Back in March, I posted about how the FAA was holding back SpaceX's revolutionary Starship program. Now, after a reasonably successful test flight in June, SpaceX has issued a statement outlining its disagreements with the way that the FAA is holding up a license for the next launch.
If you don't want to read the whole thing, Ars Technica has a good article (with lots of links) summarizing the current situation.
Tuesday's update from SpaceX was the most aggressive statement the company has released about the FAA's slow processing of launch license applications, and it touched on a deeper complaint than the FAA's lack of resources for oversight of commercial space activities. The company suggested the hold-up for launching Starship's next test flight isn't SpaceX's technical readiness or even that an understaffed FAA is overwhelmed with regulating a fast-growing commercial launch industry.
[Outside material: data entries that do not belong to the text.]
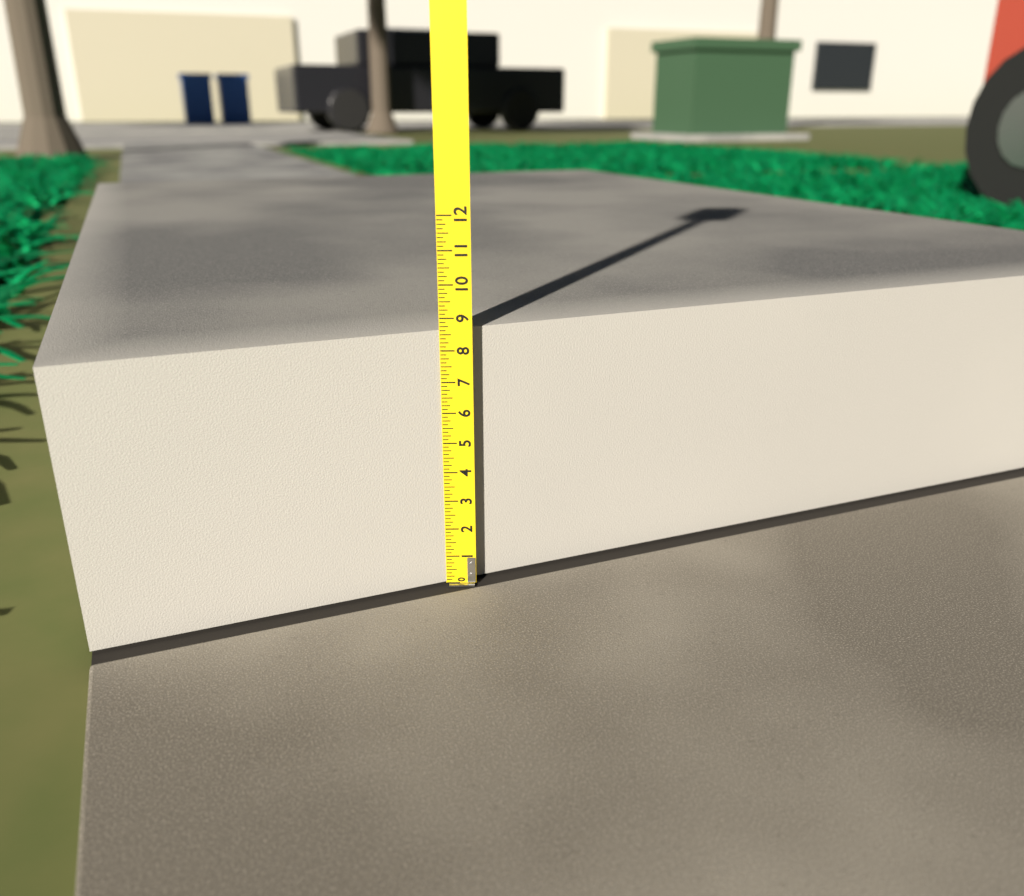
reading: 8.625 (no unit)
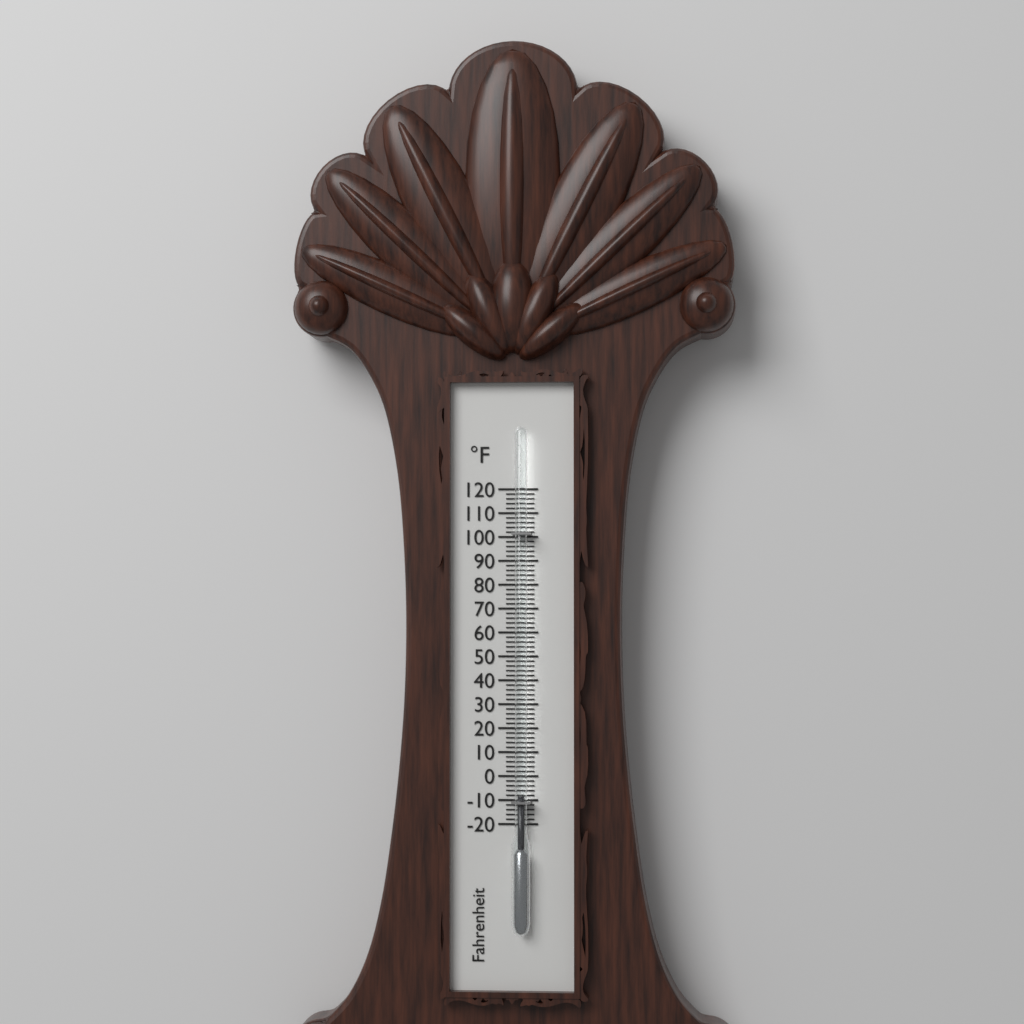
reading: -8 °F
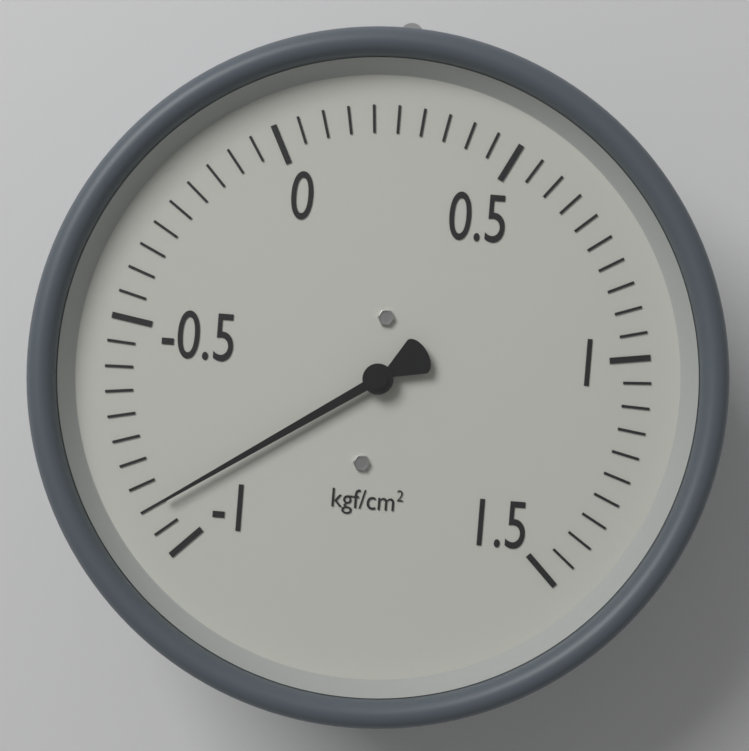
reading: -0.90 kgf/cm²
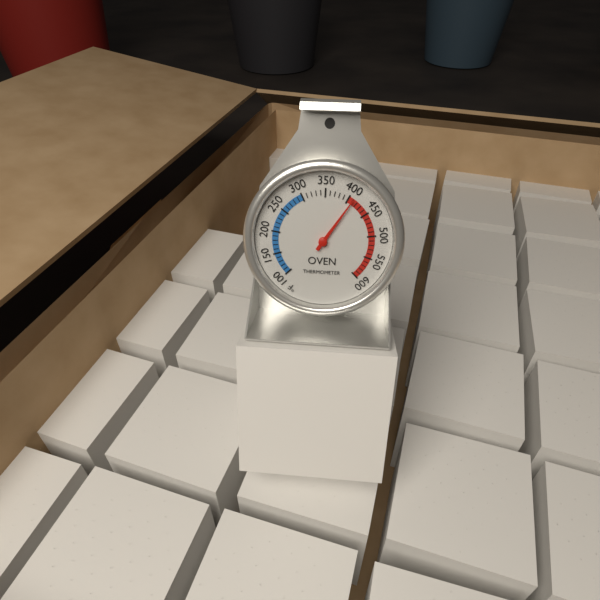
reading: 410 °F
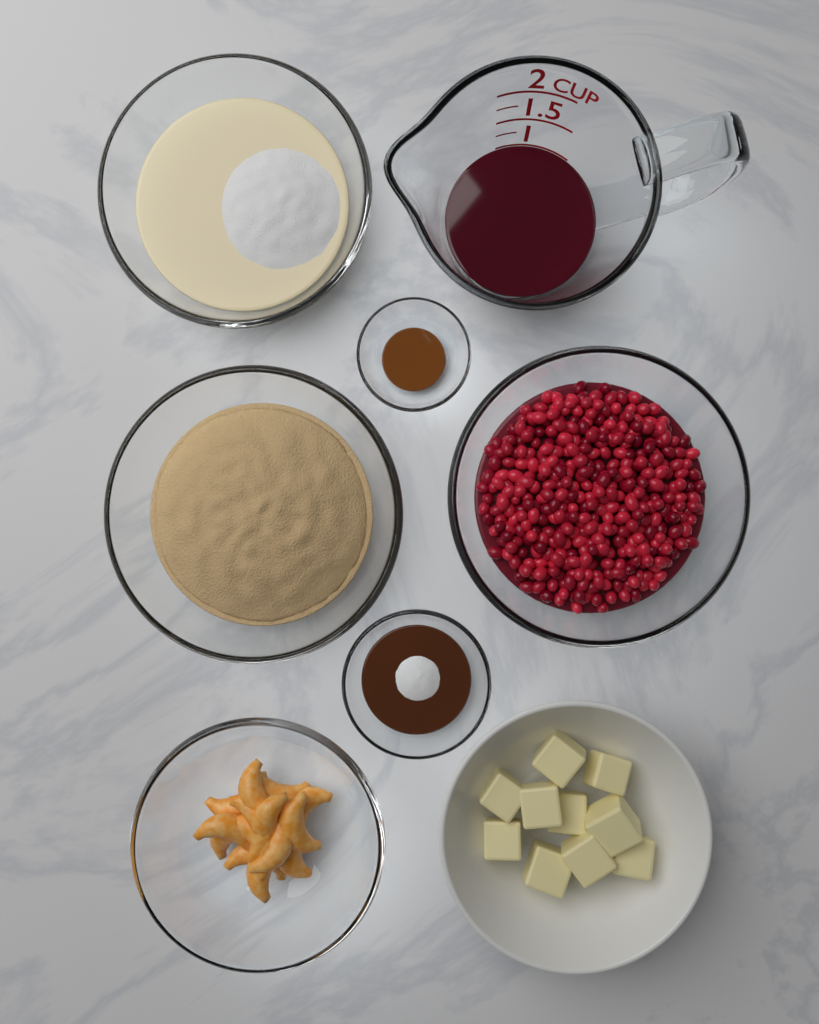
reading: 1.00 cup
Instead, SpaceX wrote in a statement to the House subcommittee on space and aeronautics that licensing delays are caused by bureaucratic sluggishness, a lack of transparency, poor methodologies, and regulatory inefficiency and duplication. As an example, SpaceX cited roadblocks with its ongoing application for a launch license for the fifth Starship test flight.
"This delay was not based on a new safety concern, but instead driven by superfluous environmental analysis," SpaceX said. "The four open environmental issues are illustrative of the difficulties launch companies face in the current regulatory environment for launch and reentry licensing."